Moustache v Chelsea Westminster 2025 EWCA Civ 1857 (002)
The Court of Appeal handed down judgment yesterday in the case of Nicole Moustache v Chelsea and Westminster Hospital NHS Foundation Trust [2025] EWCA Civ 185. The Court held that an ET’s failure to include a claim within an agreed list of issues will only amount to an error of law if it is perverse. Lord Justice Warby (with whom Lord Justice Dingemans and Lady Justice Elisabeth Laing agreed) gave the only reasoned judgment.

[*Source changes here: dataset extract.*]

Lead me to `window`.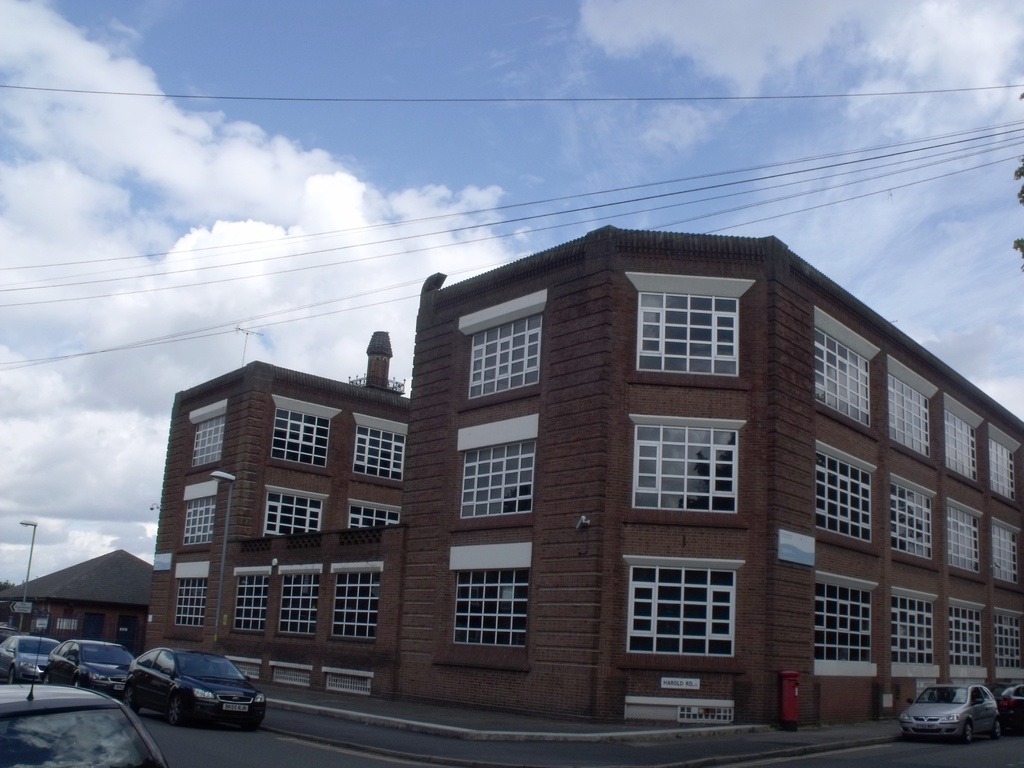
Lead to bbox=[233, 570, 266, 634].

The claimant in this case had brought claims for discrimination arising from her disability and unfair dismissal. The list of issues was agreed between the parties in advance of the final hearing. That list did not include a claim for discriminatory dismissal. The claimant, a litigant in person, appealed to the EAT, arguing that the tribunal should have amended the list of issues at the final hearing to include a claim for discriminatory dismissal. The EAT agreed with her.

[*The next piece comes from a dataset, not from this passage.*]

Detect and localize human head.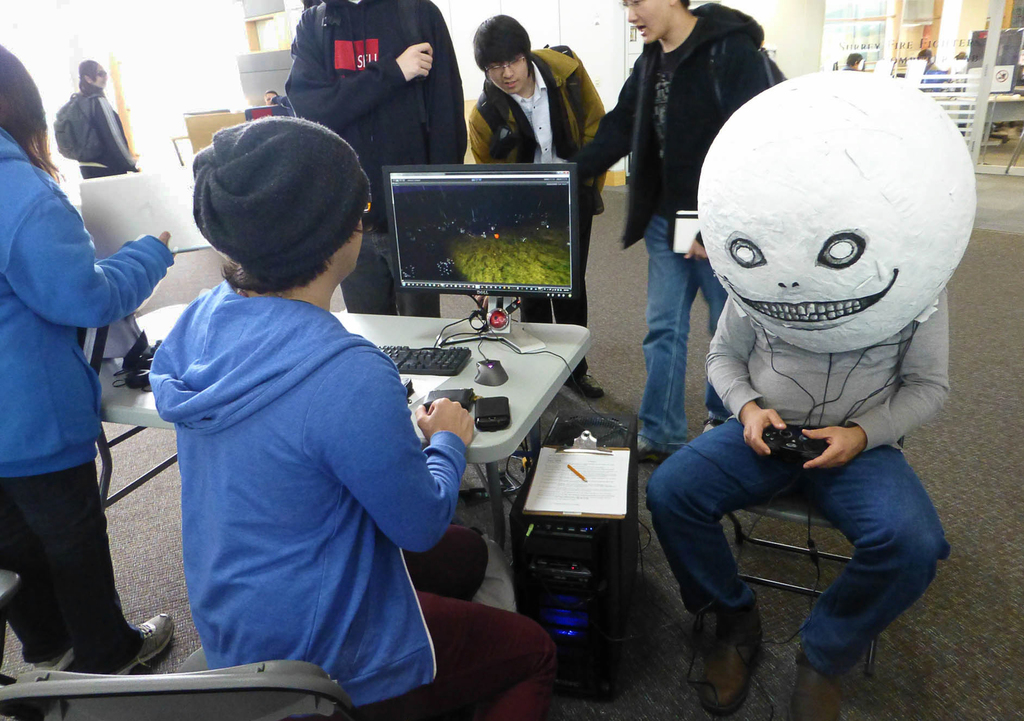
Localized at x1=0, y1=45, x2=42, y2=137.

The Trust appealed to the Court of Appeal. The Court provided the following guidance on the nature and scope of the ET’s duty to identify and determine issues in proceedings where the parties have agreed a list of issues:
The Court determined that in the present case a claim for discriminatory dismissal did not emerge from an objective analysis of the ET1. That being so, the only basis on which the EAT could properly have allowed the employee’s appeal was that this was one of those exceptional cases set out in Drysdale. Put another way, the only remaining question was whether the ET’s conclusion – that the issues for determination were those identified in the agreed list of issues and no others – was a perverse conclusion, which no reasonable tribunal could have reached.

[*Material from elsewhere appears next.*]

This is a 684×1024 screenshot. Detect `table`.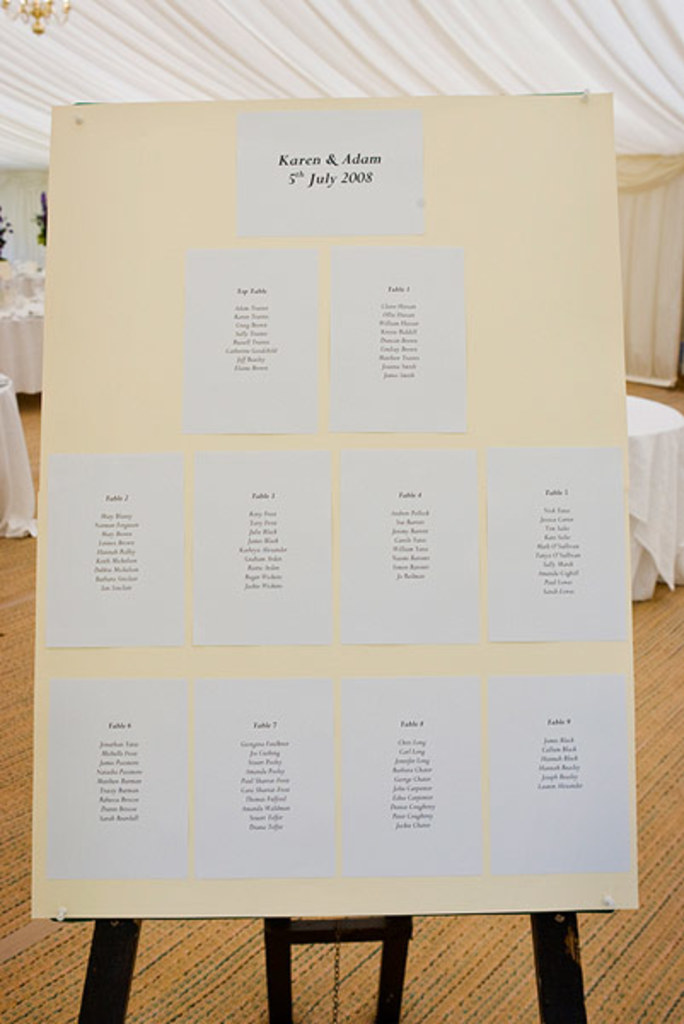
x1=3, y1=294, x2=46, y2=404.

The ET could only have elicited a discriminatory dismissal claim by entering the adversarial arena, adopting an inquisitorial approach, and prompting an application to amend the claim. Far from being under a duty to do this, the ET’s duty of impartiality obliged it not to embark on any such process.
The appeal by the Trust was allowed.
Nadia Motraghi KC and Jack Mitchell acted for the successful Appellant and were instructed by Rachel Luddem of Capsticks LLP.